50% speedup for the HunspellStemmer use case? for 3x the memory space?

Just my opinion: Seems like the correct tradeoff to me.
Analysis chain is a serious bottleneck for indexing speed: this
hunspell is one of the slower ones.

To me the challenge with such a change is just trying to prevent
strange dictionaries from blowing up to 30x the space :)

On Wed, Feb 10, 2021 at 12:53 PM Peter Gromov
<[email protected]> wrote:
>
> I was hoping for some numbers :) In the meantime, I've got some of my own. I 
> loaded 90 dictionaries from https://github.com/wooorm/dictionaries (there's 
> more, but I ignored dialects of the same base language). Together they 
> currently consume a humble 166MB. With one of my less memory-hungry 
> approaches, they'd take ~500MB (maybe less if I optimize, but probably not 
> significantly). Is this very bad or tolerable for, say, 50% speedup?
>
> I've seen huge *.aff files, and I'm planning to do something with affix FSTs, 
> too. They take some noticeable time, too, but much less than *.dic-s one, so 
> for now I concentrate on *.dic.
>
> > Sure, but 20% of those linear scans are maybe 7x slower
>
> Checked that. The distribution appears to be decreasing monotonically. No 
> linear scans are longer than 8, and ~85% of all linear scans end after no 
> more than 1 miss.
>
> I'll try BYTE1 if I manage to do it.
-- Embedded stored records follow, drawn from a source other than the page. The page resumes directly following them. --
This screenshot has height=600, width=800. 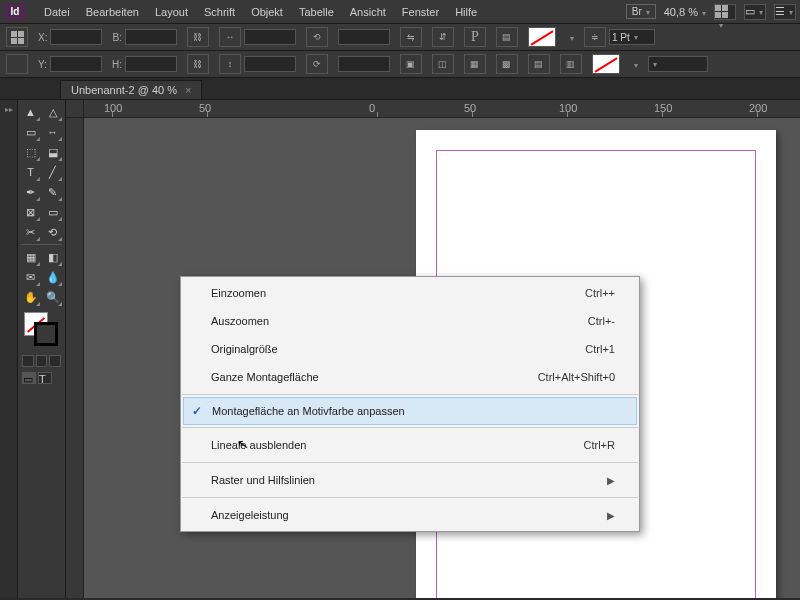 I want to click on rotate-cw-icon: ⟳, so click(x=317, y=64). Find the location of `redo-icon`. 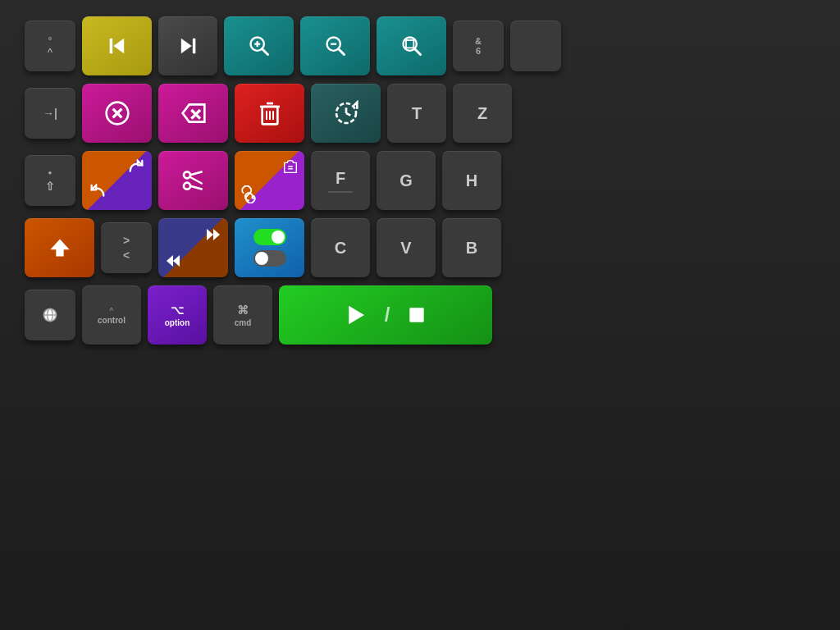

redo-icon is located at coordinates (136, 168).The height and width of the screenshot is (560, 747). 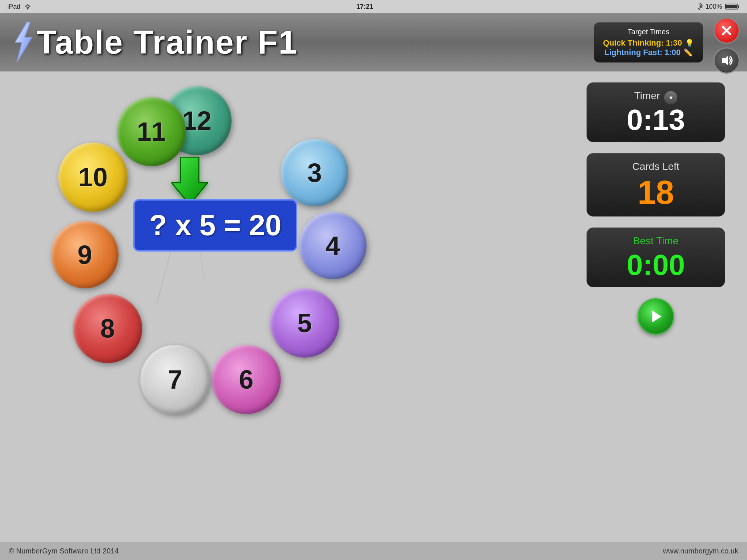 What do you see at coordinates (649, 52) in the screenshot?
I see `target-lightning-fast: Lightning Fast: 1:00 ✏️` at bounding box center [649, 52]. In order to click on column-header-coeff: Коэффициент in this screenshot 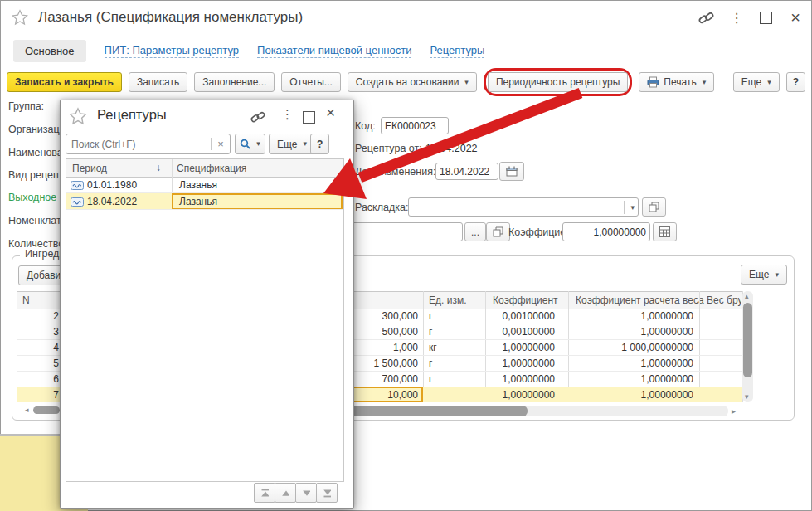, I will do `click(526, 300)`.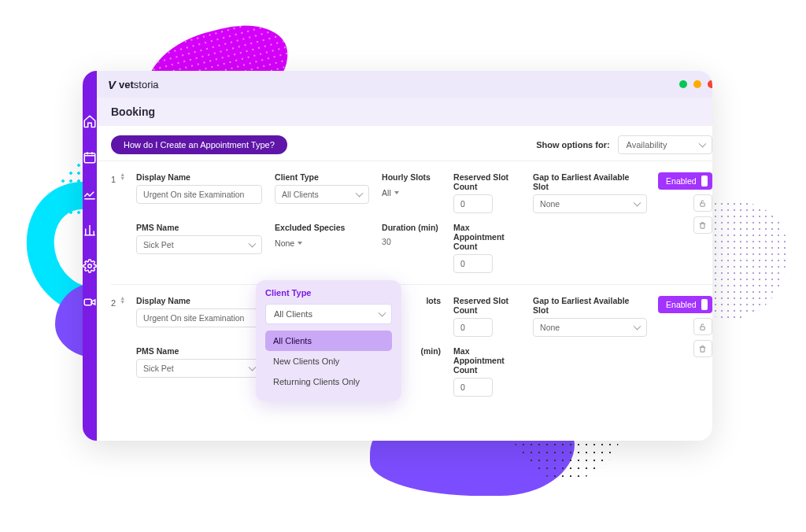 Image resolution: width=806 pixels, height=532 pixels. I want to click on logo: V vetstoria, so click(134, 85).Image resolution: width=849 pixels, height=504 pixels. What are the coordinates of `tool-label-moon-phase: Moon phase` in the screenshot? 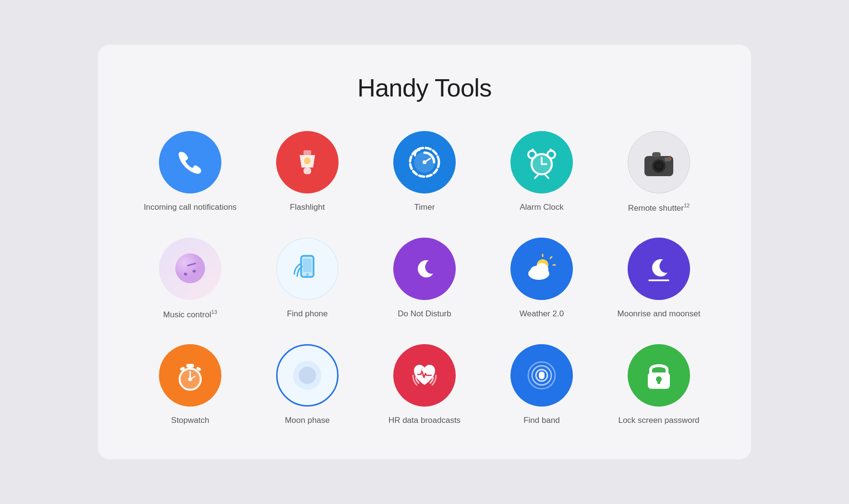 It's located at (307, 420).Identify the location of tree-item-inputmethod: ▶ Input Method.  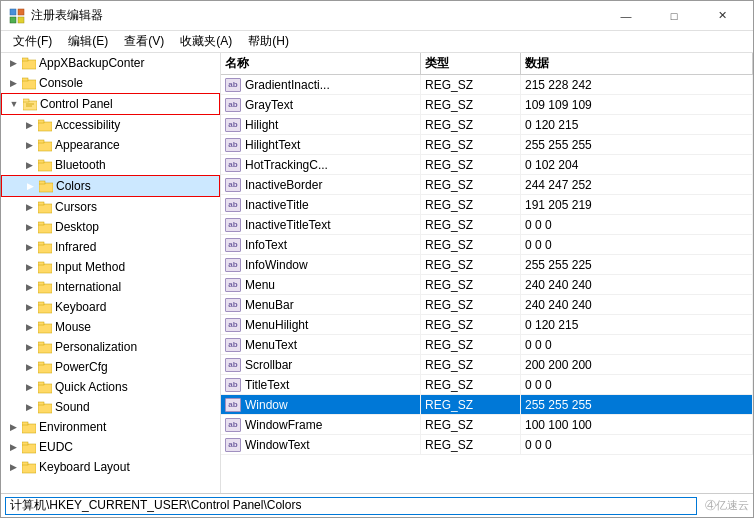
(110, 267).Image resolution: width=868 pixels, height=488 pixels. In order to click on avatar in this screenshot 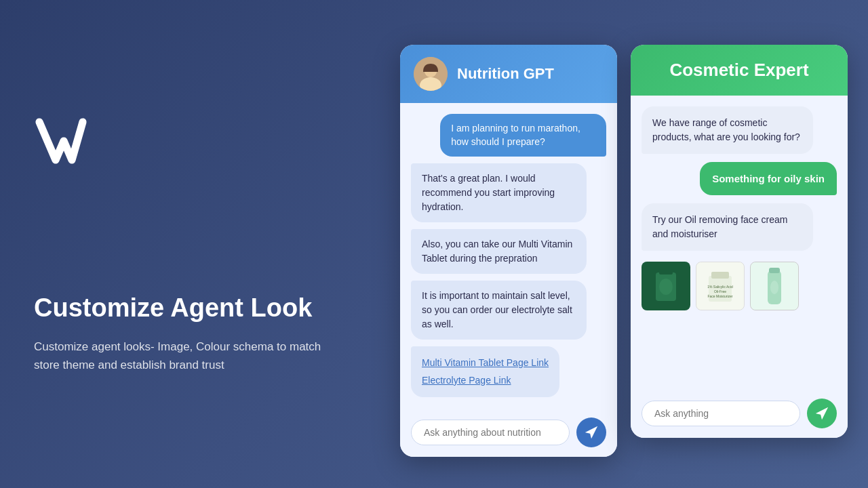, I will do `click(431, 74)`.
It turned out to be surprisingly 
> complicated :(
>
> On Wed, Feb 10, 2021 at 5:04 PM Robert Muir <[email protected]> wrote:
>>
>> Peter, looks like you are way ahead of me :) Thanks for all the work
>> you have been doing here, and thanks to Dawid for helping!
>>
>> You probably know a lot of this code better than me at this point, but
>> I remember a couple of these pain points, inline below:
>>
>> On Wed, Feb 10, 2021 at 9:44 AM Peter Gromov
>> <[email protected]> wrote:
>> >
>> > Hi Robert,
>> >
>> > Yes, having multiple dictionaries in the same process would increase the 
>> > memory significantly. Do you have any idea about how many of them people 
>> > are loading, and how much memory they give to Lucene?
>>
>> Yeah in many cases, the user is using a server such as solr or elasticsearch.
>> Let's use solr as an example, as others are here to correct it, if I am 
>> wrong.
>>
>> Example to understand the challenges: user uses one of solr's 3
>> mechanisms to detect language and send to different pipeline:
>> https://lucene.apache.org/solr/guide/8_8/detecting-languages-during-indexing.html
>> Now we know these language detectors are imperfect, if the user maps a
>> lot of languages to hunspell pipelines, they may load lots of
>> dictionaries, even by just one stray miscategorized document.
>> So it doesn't have to be some extreme "enterprise" use-case like
>> wikipedia.org, it can happen for a little guy faced with a
>> multilingual corpus.
>>
>> Imagine the user decides to go further, and host solr search in this
>> way for a couple local businesses or govt agencies.
>> They support many languages and possibly use this detection scheme
>> above to try to make language a "non-issue".
>> The user may assign each customer a solr "core" (separate index) with
>> this configuration.
>> Does each solr core load its own HunspellStemFactory? I think it might
>> (in isolated classloader), I could be wrong.
>>
>> For the elasticsearch case, maybe the resource usage in the same case
>> is lower, because they reuse dictionaries per-node?
>> I think this is how it works, but I honestly can't remember.
>> Still the problem remains, easy to end up with dozens of these things in 
>> memory.
>>
>> Also we have the problem that memory usage for a specific can blow up
>> in several ways.
>> Some languages have bigger .aff file than .dic!
>>
>> > Thanks for the idea about root arcs. I've done some quick sampling and 
>> > tracing (for German). 80% of root arc processing time is spent in direct 
>> > addressing, and the remainder is linear scan (so root acrs don't seem to 
>> > present major issues). For non-root arcs, ~50% is directly addressed, ~45% 
>> > linearly-scanned, and the remainder binary-searched. Overall there's about 
>> > 60% of direct addressing, both in time and invocation counts, which 
>> > doesn't seem too bad (or am I mistaken?). Currently BYTE4 inputs are used. 
>> > Reducing that might increase the number of directly addressed arcs, but 
>> > I'm not sure that'd speed up much given that time and invocation counts 
>> > seem to correlate.
>> >
>>
>> Sure, but 20% of those linear scans are maybe 7x slower, its
>> O(log2(alphabet_size)) right (assuming alphabet size ~ 128)?
>> Hard to reason about, but maybe worth testing out. It still helps for
>> all the other segmenters (japanese, korean) using fst.